In his gripping, behind-the-scenes account, journalist William Saletan reveals exactly how, thirty years after Roe v. Wade, "pro-choice" conservatives have won the abortion war. Having successfully turned abortion into a privacy issue, conservatives now prevail on issues ranging from abortion's legality and parental notification to Medicaid, rape, and cloning; consequently, reproductive autonomy is now becoming inaccessible to the young and the poor. This eye-opening exposé tells how abortion rights activists—people who desired social change, women's equality, and broader access to health care—have had their message co-opted in a culture of privacy and limited government. Bearing Right is also a story about the essentially conservative character of the United States today.
Saletan tells how, beginning in Arkansas in 1986 during the administration of Governor Bill Clinton, the National Abortion Rights Action League repackaged the abortion issue to give it broader appeal to conservatives. Pro-choice conservatives adopted this new rhetoric and made the abortion issue their own. Saletan takes us through the key events in the ensuing story—the fight over the nomination of Judge Robert Bork, the election of Governor Doug Wilder in Virginia, the convergence of the Bush and Clinton positions on abortion in 1992, and much more—right up to the present day.
This book is a crucial lesson in how politicians and interest groups can change the way we vote, not by telling us facts or lies, but by reshaping the way we think—in part through mass marketing. Today, the abortion rights movement must ask itself what it has won and what it is fighting for. This book is sure to play a role in answering that question.
William Saletan is the national correspondent at Slate.com. He gained recognition in the fall of 2004 with his nearly daily columns covering the ups and downs of the Presidential race. He currently writes the "Human Nature" column. Previously, he wrote "Frame Game," which analyzed the way current events are spun by politicians and the media and "Ballot Box," a column devoted to politics and policy.

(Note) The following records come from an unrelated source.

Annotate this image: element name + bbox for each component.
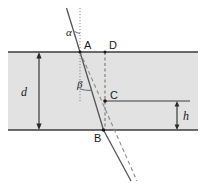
label-beta: β [76,78,83,90]
point-marker-d [104,51,107,54]
alpha-angle-arc [75,32,80,34]
refraction-diagram-svg: α β A D C B d h [0,0,206,189]
point-marker-a [79,51,82,54]
label-offset-h: h [183,109,189,123]
point-marker-b [102,128,106,132]
label-thickness-d: d [21,85,28,99]
glass-slab-fill [8,52,198,130]
label-alpha: α [66,26,72,38]
point-marker-c [103,99,107,103]
label-point-c: C [110,89,118,101]
label-point-b: B [94,132,101,144]
refraction-diagram: α β A D C B d h [0,0,206,189]
label-point-d: D [109,39,117,51]
label-point-a: A [84,39,92,51]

This is a difficult book to review. It is dense, at times too dense, and yet there is absolutely nothing the author could have left out in order to explain the depressing political history of abortion from the mid-80s to the Bush era. Depressing is really the most appropriate word for this book--it is page after page of both sides throwing the baby out with the bathwater (sorry, no pun intended) as they try to further abortion rights or chip away at them. Each side is always a maneuver away from winning, and no one ever seems to look ahead any farther than that. Thus, a circular story is told here of two steps forward, three steps back for legal abortion in the United States. The book made me feel like a pawn in the hands of people claiming to speak for me--since, as usual, those who lose out the most in this struggle are low-income individuals and women of color. While hard to get through, it is an important preface to the now full-blown "War on Women"--and a testament to the need for grassroots protest, action, and support for abortion access on demand, without apology, for all individuals everywhere. We can't leave it in the hands of the political players anymore.

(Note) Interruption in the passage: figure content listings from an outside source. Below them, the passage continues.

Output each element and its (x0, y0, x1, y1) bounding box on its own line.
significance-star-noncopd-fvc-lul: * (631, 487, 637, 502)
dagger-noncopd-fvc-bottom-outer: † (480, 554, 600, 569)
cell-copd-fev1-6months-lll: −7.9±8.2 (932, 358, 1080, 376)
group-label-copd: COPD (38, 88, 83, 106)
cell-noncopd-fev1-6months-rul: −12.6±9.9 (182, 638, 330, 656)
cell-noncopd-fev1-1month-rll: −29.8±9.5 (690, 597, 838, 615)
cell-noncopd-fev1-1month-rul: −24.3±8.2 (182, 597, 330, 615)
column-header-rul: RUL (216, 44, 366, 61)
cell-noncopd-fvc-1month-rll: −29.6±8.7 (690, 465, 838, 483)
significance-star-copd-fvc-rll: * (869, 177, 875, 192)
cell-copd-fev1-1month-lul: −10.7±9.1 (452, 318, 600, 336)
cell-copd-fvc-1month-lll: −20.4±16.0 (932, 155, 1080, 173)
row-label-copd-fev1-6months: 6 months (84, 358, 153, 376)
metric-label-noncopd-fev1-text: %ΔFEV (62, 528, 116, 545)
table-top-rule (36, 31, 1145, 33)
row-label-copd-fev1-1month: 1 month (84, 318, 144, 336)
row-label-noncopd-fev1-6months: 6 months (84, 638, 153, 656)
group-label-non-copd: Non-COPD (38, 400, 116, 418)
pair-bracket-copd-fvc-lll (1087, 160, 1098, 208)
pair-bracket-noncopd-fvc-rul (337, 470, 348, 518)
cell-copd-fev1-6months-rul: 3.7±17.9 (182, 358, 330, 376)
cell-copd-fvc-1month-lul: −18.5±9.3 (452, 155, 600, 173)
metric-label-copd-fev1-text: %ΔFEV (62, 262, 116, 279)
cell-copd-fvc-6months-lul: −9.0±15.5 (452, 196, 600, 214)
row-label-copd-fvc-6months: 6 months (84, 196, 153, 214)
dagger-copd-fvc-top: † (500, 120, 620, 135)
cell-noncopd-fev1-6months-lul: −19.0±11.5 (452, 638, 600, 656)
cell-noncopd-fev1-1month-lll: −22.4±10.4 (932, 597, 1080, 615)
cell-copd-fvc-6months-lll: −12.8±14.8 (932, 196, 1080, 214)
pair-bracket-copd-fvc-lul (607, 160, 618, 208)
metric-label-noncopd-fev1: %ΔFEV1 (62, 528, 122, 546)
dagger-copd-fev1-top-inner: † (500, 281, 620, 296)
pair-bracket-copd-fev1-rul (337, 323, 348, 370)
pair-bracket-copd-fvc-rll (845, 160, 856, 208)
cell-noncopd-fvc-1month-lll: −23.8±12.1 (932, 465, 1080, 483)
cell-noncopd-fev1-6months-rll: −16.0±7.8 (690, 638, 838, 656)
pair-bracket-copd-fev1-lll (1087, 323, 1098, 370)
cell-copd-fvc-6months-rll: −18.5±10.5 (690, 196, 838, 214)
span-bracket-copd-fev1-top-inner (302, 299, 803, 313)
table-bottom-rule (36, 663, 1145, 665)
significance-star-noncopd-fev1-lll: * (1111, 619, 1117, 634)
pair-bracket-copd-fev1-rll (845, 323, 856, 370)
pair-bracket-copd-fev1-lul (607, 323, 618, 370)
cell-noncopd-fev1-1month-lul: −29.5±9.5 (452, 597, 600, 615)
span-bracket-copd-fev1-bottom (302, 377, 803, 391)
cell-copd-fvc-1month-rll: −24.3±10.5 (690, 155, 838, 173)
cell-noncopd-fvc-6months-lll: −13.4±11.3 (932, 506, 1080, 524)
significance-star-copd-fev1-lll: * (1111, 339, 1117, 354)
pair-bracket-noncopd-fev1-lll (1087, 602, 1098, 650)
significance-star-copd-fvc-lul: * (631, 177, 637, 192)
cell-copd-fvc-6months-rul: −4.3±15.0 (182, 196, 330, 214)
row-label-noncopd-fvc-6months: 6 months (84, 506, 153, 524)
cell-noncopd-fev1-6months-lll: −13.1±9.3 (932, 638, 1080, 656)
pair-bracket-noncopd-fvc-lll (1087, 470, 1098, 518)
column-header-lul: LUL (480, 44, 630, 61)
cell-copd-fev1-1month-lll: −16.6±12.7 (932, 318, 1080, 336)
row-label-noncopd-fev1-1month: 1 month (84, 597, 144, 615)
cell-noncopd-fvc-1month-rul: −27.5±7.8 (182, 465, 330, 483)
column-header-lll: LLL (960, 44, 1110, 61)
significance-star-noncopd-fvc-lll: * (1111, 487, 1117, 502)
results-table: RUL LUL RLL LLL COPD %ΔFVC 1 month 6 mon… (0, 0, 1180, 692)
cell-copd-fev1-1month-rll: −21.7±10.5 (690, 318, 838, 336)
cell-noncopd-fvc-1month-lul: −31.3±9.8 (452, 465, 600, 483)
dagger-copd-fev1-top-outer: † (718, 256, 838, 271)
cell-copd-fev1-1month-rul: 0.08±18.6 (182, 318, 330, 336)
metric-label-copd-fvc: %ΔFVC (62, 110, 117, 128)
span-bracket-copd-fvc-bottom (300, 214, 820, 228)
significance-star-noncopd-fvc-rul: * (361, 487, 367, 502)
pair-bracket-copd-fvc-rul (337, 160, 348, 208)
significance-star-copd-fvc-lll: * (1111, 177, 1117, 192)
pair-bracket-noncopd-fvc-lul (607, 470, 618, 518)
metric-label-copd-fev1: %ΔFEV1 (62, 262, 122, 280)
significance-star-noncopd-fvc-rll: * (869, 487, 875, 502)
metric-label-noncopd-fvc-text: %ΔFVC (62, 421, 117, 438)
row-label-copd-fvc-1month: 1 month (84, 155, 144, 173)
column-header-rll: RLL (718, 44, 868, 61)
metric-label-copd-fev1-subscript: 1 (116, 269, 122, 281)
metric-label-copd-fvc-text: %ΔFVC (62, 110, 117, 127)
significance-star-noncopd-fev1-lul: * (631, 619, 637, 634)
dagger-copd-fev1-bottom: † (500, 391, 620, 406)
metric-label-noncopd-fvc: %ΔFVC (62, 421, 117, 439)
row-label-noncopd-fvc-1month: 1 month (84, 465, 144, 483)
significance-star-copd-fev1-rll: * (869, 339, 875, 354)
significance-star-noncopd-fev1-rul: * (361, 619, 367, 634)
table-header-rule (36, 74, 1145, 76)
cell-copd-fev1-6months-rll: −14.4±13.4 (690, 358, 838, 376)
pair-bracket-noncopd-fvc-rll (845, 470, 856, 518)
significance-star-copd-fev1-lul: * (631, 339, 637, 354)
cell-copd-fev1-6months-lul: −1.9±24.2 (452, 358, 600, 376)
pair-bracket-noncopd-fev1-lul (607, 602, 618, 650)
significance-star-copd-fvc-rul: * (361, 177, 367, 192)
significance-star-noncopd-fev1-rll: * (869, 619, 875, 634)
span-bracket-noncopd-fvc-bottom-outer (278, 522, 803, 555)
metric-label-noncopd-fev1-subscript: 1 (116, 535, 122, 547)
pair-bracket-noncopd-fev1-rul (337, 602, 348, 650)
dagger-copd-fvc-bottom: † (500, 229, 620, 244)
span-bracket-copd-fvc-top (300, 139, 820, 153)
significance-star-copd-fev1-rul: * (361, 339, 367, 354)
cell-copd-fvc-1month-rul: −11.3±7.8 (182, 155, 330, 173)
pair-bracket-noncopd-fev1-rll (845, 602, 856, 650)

Fascinating and detailed account of US politics around abortion from mid-1980’s through late 1990’s - primarily following the legal and political events in the wake of the Webster decision. This account is even more interesting to consider in the post-Dobbs world - a look back at the way states and politicians construed Webster and its implications for Roe and the political compromises that occurred as different groups battled to keep abortion legal (and expand access to poor women and young women) or, on the other side, pursued the eradication of abortion across the country. Saletan describes a spectrum from abolitionists or anti-abortion (prolife) purists, to prolife pragmatists, to ProChoice conservatives, to prochoice pragmatists, to prochoice activists (or purists). He recounts the involvement of well-known consultants like NC’s Harrison Hickman in the development of strategies to secure votes from unlikely demographics. And he explores the costs associated with allowing a message to be altered for the sake of votes. Major topics covered include: issues around the federal and state funding of abortion (and welfare), parental notification and consent laws, rape and incest exemptions to abortion bans, “partial birth” abortion laws and unborn victims of violence laws. Published in 2003 but remains highly relevant to this post-Dobbs moment.